PETALING JAYA: “The real heroes are Malaysians who help each other irrespective of race, religion or background.”
That was how Zairul Annuar Mohd Zin described a group of Chinese residents from Kampung Pelawan, Perak, who came out in the dead of night to help guide stranded Malay travellers make their way back to Kuala Lumpur after the Hari Raya festivities.
It was close to 10pm but the villagers mobilised and they even brought out a backhoe and repaired the dirt road so it was passable to cars.
“They could have not bothered about us and slept through the night.
“Instead, the residents organised themselves into small groups to help us make our way out of the oil palm plantation,” he said when contacted by The Star yesterday.
“I was very touched by their gesture,” he said.
Zairul, 46, said he was going back to Kuala Lumpur with his wife and 17-year-old son after spending two days at the Lost World theme park in Tambun near Ipoh for the Raya holidays.
They left Ipoh at about 7.30pm but got stuck in a traffic jam along the highway near Simpang Pulai and decided to rely on Google Maps to navigate away from the gridlock.
“The map led us to an unpaved road through an oil palm plantation in Ladang Bikam but then there was a dead end. We could see several cars turning back.
“I was disappointed and upset at the thought of going back onto the gridlocked highway,” he said.
However, to his surprise, several Chinese men came out to help repair the dirt road and guide the cars to the road back to Kuala Lumpur.
“I was so relieved,” he said, adding that some residents from the nearby small housing estate in the village also used their motorcycles to help guide cars out.
On why he decided to post his experience on social media, Zairul said he wanted to highlight the positive aspects about Malaysians.
“Most of us that were lost in the plantation that night were Malays and those that came to help were a group of Chinese villagers,”
“It is not something that happens every day. I wanted to show Malaysians that we can come together to help one another irrespective of race, religion and background.
“These are the real heroes,” he said.
Zairul, who was raised in Kelana Jaya in Selangor said he had come back from Indonesia on the second day of Hari Raya to visit his parents who are staying in Nilai, Negri Sembilan.
Zairul, a business consultant in Indonesia over the past decade, will be flying back to Jakarta tomorrow. But he will be taking the good memories of helpful Ladang Bikam villagers with him.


**How to complete this task:** Copy, from the entries below, each line in which the string "curve" appears.

Dataset entries:
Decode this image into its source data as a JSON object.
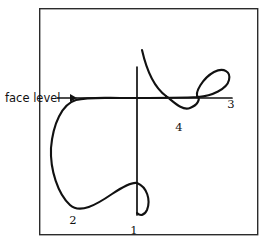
{
  "figure": {
    "background_color": "#ffffff",
    "ink_color": "#111111",
    "frame_color": "#2b2b2b",
    "frame": {
      "x": 39,
      "y": 8,
      "width": 219,
      "height": 227
    },
    "annotation": {
      "label": "face level",
      "label_x": 5,
      "label_y": 102,
      "arrow_name": "right-arrow",
      "arrow_from_x": 57,
      "arrow_to_x": 76,
      "arrow_y": 98
    },
    "reference_lines": {
      "face_level": {
        "name": "face-level-line",
        "y": 98,
        "x_start": 76,
        "x_end": 232
      },
      "vertical": {
        "name": "vertical-reference-line",
        "x": 137,
        "y_start": 67,
        "y_end": 215
      }
    },
    "markers": [
      {
        "id": "1",
        "label": "1",
        "x": 137,
        "y": 230
      },
      {
        "id": "2",
        "label": "2",
        "x": 73,
        "y": 220
      },
      {
        "id": "3",
        "label": "3",
        "x": 231,
        "y": 104
      },
      {
        "id": "4",
        "label": "4",
        "x": 179,
        "y": 127
      }
    ],
    "path_segments": [
      {
        "name": "descending-entry-curve",
        "d": "M 142 50 C 147 72, 155 88, 166 96"
      },
      {
        "name": "dip-and-loop-curve",
        "d": "M 166 96 C 174 102, 182 111, 190 108 C 198 105, 200 99, 198 97 C 194 93, 203 78, 214 72 C 224 67, 231 72, 229 80 C 227 89, 212 96, 198 97 C 184 98, 160 98, 120 98 C 104 98, 88 97, 76 100 C 62 104, 53 124, 51 148 C 50 170, 58 194, 70 205 C 80 214, 96 205, 112 194 C 124 186, 132 182, 137 183"
      },
      {
        "name": "lower-hook-leaf",
        "d": "M 137 183 C 147 187, 151 200, 147 210 C 144 216, 140 216, 137 213"
      }
    ]
  }
}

**Expected answer:**
        "name": "descending-entry-curve",
        "name": "dip-and-loop-curve",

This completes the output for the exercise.